There was also the thought that we should not be too dismissive in ruling out other people's beliefs as mere superstition.  After all, they may well be true and perhaps we should keep it in the grey area between true and false....just in case.

However, every belief carries with it predictions based on that belief and restrictions in behavior also based on that belief.  Beliefs that turn out to be wrong give us erroneous predictions as well as put us through unnecessary restrictions in our actions.

Power and influence accumulates on the proponents of these beliefs as these beliefs takes hold on our consciousness.

The price for these errors in prediction and action restrictions may not be significant in the beginning but gradually build into our lives until they become pervasive in our culture and difficult to remove.

Before we know it,  we are watching for other people's sensitivities to superstitions that we find hard to belief but unwilling to abandon.  The superstition then takes on a life of its own and become an invisible burden on our society, achieving a credibility that they do not deserve.

As to how superstition started,  it is likely due to the attributing a wrong cause to an event.

Causation is very difficult to establish.  At most we can only establish correlation through statistical summary of our experience. 

A favorite example I heard some years ago is that we can all agree that the rooster crows and the sun rises in the morning.
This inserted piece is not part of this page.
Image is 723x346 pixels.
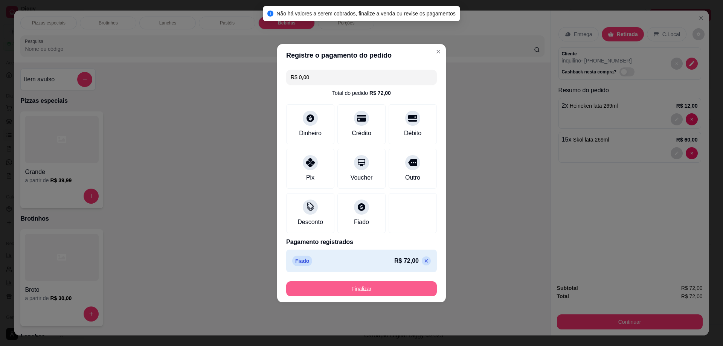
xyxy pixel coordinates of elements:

That statistic on its own can back the claim that the rooster causes the sun to rise as well as the sun rise causes the rooster to crow.

We need double blind comparisons with individual causes removed over time before we can establish cause.  Even then, we are not completely sure if it is some buried variable that we have not yet isolated that is the real cause for our event.

We are not naturally statistical in our thinking so correlation is already difficult, never mind establishing causation.

But we are motivated to find the cause.

With confirmation bias, we tend to guess at a theory of the cause and look for evidence to back up that theory.  Evidence that do not fit our theory are easily ignored while those that conform to our theory become valued anecdotal accounts of why things are the way we think they are.

After the meeting, I happen to be reading Dan Kahneman again and reminded of his claim that one of common errors we make in decision making is that we think "what we see is all there is".

We look at an event and assume that we have all the information in front of us to determine the cause and decide what to do.

In the old days we automatically think that thunder and lightning is the super-natural's way of expressing displeasure with our behavior. It never occurred to the people then that they do not know enough about weather systems to understand thunder and lightning.

It is impossible to know whether at any one time we know all that we need to know before making a decision.

Humans are curious by nature and we want to be able to predict the future base on current and past observations.  Our knowledge have increased tremendously over the years and our lives have improved immensely because of it.  We just have to be aware that the process, while largely successful, has not been perfect.  Humility in accepting our current belief may be in error will help.

Being aware of our biases and weakness in thinking is our protection against drifting into superstition that will sap energy and resources from our lives.